## TASK INSTRUCTIONS
The lines from the start of the records through the one containing "What do you see at coordinates (347, 166)" are to be restated word for word; please include both ends.

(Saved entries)
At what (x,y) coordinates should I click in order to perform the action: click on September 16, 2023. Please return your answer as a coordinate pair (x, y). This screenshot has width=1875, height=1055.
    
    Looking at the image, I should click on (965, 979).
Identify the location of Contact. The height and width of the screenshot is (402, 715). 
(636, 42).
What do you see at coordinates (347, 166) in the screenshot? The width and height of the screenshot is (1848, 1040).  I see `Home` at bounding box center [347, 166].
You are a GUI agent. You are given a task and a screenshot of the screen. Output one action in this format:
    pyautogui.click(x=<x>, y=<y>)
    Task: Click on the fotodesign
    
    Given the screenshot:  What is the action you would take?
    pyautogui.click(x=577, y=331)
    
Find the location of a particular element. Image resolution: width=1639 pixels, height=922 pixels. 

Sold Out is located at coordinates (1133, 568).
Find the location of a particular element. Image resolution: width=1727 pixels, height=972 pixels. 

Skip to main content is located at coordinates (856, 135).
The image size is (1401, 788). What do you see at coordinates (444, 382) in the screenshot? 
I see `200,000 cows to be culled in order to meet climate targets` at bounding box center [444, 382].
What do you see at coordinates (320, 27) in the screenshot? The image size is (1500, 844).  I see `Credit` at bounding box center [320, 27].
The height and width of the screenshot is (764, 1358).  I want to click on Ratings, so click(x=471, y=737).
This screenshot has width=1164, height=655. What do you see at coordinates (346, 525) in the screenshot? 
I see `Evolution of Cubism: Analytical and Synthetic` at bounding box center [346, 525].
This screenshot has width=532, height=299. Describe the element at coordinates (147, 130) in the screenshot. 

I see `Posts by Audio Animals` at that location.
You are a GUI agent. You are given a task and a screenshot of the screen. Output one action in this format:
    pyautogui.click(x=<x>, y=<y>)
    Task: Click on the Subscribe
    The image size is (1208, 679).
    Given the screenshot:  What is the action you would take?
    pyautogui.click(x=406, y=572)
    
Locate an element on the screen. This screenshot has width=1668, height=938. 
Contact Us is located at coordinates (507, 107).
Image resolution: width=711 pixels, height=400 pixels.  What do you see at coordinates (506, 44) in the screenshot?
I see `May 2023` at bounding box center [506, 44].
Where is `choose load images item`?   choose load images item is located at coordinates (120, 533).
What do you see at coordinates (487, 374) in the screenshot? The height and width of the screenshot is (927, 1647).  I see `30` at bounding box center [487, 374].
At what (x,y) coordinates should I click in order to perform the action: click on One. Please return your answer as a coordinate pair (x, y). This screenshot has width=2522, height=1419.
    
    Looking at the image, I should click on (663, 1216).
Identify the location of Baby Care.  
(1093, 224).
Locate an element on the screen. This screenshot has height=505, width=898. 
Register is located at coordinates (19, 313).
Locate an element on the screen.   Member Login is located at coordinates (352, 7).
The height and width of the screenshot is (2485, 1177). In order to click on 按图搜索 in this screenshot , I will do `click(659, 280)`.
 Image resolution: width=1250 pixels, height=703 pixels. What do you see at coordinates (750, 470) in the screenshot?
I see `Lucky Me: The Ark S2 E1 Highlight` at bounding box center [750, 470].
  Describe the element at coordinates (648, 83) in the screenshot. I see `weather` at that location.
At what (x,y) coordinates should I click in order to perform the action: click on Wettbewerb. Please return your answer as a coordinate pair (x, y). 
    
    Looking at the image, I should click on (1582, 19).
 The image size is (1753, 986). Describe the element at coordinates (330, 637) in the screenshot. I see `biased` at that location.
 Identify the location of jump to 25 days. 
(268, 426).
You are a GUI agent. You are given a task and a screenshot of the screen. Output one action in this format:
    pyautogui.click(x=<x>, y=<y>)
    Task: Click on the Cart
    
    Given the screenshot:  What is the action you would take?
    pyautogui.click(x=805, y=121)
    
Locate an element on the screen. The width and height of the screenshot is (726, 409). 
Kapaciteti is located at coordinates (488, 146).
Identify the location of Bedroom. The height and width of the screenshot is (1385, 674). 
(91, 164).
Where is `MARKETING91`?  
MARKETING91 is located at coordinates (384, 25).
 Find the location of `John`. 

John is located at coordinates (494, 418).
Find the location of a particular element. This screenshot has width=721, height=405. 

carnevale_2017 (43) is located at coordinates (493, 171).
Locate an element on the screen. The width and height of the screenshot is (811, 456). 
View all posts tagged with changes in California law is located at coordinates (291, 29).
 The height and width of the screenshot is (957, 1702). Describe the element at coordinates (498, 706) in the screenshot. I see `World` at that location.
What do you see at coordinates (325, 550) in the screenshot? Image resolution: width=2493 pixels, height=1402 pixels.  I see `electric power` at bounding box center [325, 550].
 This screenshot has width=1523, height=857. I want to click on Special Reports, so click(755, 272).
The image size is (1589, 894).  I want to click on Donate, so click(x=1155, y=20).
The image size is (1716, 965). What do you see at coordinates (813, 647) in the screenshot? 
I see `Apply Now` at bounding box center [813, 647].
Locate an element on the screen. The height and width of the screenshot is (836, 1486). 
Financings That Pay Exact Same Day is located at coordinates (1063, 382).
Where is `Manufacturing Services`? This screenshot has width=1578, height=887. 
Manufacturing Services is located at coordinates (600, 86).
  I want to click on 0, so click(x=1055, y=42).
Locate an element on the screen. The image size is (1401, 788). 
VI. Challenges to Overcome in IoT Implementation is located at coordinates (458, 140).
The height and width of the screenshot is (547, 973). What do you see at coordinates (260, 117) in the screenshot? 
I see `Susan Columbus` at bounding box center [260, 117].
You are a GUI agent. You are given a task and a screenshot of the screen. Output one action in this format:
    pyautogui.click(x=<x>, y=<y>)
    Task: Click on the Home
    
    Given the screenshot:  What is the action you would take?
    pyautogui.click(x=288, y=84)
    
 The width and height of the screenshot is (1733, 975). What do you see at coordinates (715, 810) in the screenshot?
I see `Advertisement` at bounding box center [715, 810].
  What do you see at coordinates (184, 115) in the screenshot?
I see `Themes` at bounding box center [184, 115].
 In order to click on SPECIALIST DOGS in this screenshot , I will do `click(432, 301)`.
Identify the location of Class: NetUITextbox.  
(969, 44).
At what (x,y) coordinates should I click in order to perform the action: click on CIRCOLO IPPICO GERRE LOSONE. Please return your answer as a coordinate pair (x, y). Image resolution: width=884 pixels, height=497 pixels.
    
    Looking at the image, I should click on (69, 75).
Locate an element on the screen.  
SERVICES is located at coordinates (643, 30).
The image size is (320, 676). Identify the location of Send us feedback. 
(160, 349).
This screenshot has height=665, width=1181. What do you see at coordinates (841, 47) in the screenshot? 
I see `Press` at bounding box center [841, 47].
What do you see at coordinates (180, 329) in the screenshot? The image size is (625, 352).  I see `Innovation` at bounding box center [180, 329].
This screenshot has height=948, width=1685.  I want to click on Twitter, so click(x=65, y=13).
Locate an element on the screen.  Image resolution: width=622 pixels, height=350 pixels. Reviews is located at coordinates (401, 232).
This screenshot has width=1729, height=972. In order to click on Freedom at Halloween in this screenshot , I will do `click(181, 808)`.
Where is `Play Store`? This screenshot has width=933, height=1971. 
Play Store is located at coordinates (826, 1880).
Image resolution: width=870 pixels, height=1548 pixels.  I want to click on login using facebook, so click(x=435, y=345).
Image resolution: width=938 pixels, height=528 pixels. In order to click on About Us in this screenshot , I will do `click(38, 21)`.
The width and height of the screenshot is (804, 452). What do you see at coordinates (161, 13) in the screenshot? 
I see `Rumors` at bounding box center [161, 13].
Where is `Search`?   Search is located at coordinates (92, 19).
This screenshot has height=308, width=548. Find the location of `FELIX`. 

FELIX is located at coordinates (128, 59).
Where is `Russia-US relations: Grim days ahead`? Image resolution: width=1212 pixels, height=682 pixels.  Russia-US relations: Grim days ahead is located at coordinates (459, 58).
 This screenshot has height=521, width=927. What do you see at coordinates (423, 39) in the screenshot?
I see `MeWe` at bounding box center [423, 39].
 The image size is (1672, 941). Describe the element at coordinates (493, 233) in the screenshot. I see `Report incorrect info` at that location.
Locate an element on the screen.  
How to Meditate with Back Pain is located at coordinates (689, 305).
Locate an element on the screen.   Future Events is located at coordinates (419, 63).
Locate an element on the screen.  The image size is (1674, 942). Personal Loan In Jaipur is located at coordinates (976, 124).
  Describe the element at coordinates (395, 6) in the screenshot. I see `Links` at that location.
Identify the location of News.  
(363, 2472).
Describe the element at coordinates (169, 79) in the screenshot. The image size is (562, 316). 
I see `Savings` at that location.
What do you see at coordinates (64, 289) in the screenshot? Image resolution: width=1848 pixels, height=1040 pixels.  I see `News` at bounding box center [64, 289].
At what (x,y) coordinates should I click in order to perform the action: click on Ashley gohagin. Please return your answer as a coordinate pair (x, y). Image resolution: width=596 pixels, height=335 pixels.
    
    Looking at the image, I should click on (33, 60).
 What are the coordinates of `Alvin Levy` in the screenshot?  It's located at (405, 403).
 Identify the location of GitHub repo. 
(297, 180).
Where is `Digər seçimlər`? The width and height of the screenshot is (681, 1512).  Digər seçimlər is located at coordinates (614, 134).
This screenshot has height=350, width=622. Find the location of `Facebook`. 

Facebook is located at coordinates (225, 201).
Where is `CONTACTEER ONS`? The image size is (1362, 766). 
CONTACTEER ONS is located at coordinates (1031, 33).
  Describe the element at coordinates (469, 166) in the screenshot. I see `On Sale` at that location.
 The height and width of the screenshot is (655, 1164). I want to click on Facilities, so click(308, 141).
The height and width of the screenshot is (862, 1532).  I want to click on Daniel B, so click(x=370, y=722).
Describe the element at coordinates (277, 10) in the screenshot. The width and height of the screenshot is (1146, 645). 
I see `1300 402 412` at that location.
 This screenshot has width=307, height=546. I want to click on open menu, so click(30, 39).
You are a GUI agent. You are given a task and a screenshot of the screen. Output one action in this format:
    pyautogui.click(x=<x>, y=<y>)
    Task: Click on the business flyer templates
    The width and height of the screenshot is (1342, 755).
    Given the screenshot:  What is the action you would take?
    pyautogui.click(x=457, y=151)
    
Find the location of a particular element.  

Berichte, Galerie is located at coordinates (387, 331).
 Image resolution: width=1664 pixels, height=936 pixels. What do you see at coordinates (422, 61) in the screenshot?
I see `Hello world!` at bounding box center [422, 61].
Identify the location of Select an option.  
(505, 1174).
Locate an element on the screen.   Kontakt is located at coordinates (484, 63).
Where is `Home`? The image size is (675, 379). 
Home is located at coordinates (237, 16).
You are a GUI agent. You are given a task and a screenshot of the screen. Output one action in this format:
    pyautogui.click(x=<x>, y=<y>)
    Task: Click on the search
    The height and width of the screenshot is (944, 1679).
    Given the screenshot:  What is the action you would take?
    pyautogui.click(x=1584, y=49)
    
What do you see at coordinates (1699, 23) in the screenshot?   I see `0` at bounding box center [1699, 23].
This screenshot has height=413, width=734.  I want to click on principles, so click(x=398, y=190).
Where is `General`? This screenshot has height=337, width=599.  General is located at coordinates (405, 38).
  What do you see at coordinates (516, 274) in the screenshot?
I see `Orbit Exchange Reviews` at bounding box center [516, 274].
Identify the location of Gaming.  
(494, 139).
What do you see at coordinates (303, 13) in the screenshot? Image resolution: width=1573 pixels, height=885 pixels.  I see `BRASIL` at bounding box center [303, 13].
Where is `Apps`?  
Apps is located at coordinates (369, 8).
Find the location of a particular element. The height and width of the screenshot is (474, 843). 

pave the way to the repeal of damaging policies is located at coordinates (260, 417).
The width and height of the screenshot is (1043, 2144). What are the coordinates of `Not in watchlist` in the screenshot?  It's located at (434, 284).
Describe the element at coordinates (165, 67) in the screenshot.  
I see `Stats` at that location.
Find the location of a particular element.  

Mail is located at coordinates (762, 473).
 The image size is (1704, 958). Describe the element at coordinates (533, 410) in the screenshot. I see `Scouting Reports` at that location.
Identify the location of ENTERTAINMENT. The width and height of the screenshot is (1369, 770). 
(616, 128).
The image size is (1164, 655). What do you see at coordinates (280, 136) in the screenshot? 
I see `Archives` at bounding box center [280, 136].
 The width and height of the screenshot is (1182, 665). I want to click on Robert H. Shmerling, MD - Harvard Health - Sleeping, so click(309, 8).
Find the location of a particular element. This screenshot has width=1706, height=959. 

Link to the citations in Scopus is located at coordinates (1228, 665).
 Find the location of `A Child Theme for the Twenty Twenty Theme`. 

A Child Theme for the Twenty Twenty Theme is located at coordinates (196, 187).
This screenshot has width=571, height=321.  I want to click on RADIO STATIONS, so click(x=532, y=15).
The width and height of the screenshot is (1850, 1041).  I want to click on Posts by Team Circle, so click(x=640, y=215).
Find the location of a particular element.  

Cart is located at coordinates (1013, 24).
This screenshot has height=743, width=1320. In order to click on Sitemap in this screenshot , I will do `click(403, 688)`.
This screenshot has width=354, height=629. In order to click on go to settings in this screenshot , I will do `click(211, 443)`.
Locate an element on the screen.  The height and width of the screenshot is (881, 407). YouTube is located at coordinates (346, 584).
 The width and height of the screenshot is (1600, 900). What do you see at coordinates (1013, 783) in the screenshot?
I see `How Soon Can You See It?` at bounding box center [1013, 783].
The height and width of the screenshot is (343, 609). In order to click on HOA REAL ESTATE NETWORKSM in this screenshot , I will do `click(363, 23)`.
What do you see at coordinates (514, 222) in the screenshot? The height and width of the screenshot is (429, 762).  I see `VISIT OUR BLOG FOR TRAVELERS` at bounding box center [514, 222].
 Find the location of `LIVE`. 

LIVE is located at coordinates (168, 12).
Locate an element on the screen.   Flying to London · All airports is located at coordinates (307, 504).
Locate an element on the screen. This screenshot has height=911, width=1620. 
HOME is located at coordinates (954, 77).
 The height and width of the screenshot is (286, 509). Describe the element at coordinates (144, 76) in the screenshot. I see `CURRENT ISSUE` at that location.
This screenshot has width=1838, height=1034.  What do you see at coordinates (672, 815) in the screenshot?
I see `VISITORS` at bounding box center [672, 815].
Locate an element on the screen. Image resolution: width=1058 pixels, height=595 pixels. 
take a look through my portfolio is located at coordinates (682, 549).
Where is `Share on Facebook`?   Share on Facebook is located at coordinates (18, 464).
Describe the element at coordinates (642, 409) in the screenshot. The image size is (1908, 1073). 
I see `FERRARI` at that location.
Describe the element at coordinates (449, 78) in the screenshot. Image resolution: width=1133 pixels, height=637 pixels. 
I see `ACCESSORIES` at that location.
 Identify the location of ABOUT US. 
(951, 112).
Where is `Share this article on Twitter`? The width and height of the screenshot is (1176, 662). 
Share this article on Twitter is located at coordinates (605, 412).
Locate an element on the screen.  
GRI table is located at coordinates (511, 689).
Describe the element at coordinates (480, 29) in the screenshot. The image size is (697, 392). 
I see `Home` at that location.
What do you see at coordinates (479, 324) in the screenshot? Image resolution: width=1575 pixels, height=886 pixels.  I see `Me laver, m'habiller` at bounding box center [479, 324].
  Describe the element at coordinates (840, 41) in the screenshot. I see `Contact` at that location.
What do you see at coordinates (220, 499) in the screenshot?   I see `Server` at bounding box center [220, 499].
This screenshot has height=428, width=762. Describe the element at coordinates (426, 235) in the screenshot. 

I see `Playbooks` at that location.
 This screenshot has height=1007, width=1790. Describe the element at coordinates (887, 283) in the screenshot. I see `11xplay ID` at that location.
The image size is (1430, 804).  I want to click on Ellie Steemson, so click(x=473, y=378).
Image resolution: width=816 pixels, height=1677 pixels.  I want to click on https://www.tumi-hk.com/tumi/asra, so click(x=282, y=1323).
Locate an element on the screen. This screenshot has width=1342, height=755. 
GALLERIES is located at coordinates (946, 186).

## SOLUTION FOR THIS TASK
At what (x,y) coordinates should I click in order to perform the action: click on September 16, 2023. Please return your answer as a coordinate pair (x, y). This screenshot has width=1875, height=1055.
    
    Looking at the image, I should click on (965, 979).
Identify the location of Contact. The height and width of the screenshot is (402, 715). 
(636, 42).
What do you see at coordinates (347, 166) in the screenshot? The width and height of the screenshot is (1848, 1040).  I see `Home` at bounding box center [347, 166].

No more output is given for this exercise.